His main difficulties were getting the right people to talk (the wrong ones talked too much), getting permission to visit such points of interest as Southern coal mines, Butte copper mines. Artist and writer acquaintances talked freely but about two most vital subjects, Southern history and Negroes, they seemed "inhuman, almost mad." When he asked permission to go down in a coal mine the owner said: "We are only one company, and we don't wish to monopolize this gentleman's time. Why don't you go to another company and ask them to show you their mines?" Impeding his investigation of sharecroppers were the wary answers to his questions, the outspoken disapproval of the vigilantes (voiced by shooting at him and his companions of the Southern Tenant Farmers' Union), his own gooseflesh-reaction to the incredible poverty of sharecroppers' homes.

In Texas he noted that most citizens seemed satisfied to stay there in spite of one who declaimed: "If they gave me hell and Texas, I'd rent out Texas and live in hell." Oklahoma was one long dust storm.
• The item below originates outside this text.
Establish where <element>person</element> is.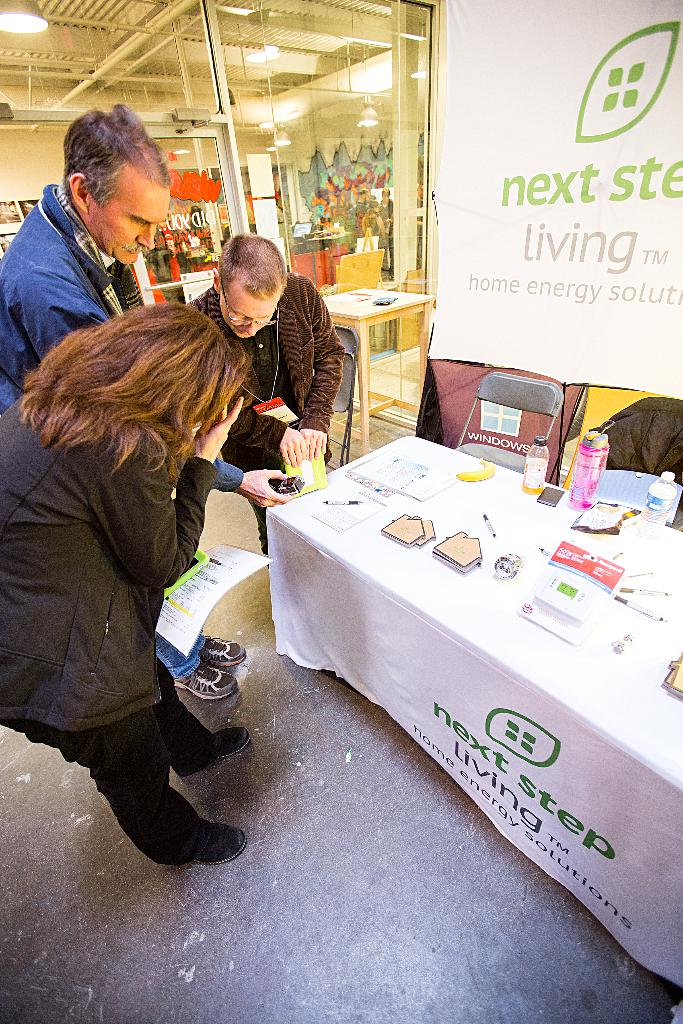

He felt he could not improve on the seventh-grade essayist who wrote: "Dust, that terrible word dust, when we hear the word our mind turns to thinking of coughing, choking particles that come from somewhere to make our days unpleasant. . . . One thing we can be proud of United States dust storms are the latest thing."

By the time Asch reached Salt Lake City, after imbibing with oil drillers in a hotel room and looking over the Colorado sugar beet fields, his insides felt jolted loose and he was beginning to have nightmares in which he saw himself being mangled in a nation-wide traffic smashup.

His only close-up view of U. S. industry was in a Pacific Northwest logging camp, where he stayed long enough to be genuinely impressed by the complicated, dangerous methods of big-scale logging. He was relieved (as he was everywhere else along the way) that he did not have to make his living in the line. A tough-looking customer in a saloon at Grand Coulee threatened to cut his heart out until he learned that Asch was a writer, then took him outside and confessed shyly that he was a poet. He rounded off with stops at farms, a state prison, jitney dance halls, Detroit, Chicago, tried unsuccessfully to find a coherent pattern in what he had seen. The best he could do was to decide the motif had something to do with Americans' common hopefulness, in contrast to "the knowledge so many people have abroad, that what they were born for is to die some day: It's what makes it possible to see much want and hear of many troubles, and still feel there is hope, there is a chance, there is a future. It's what makes it possible to be happy while traveling in America."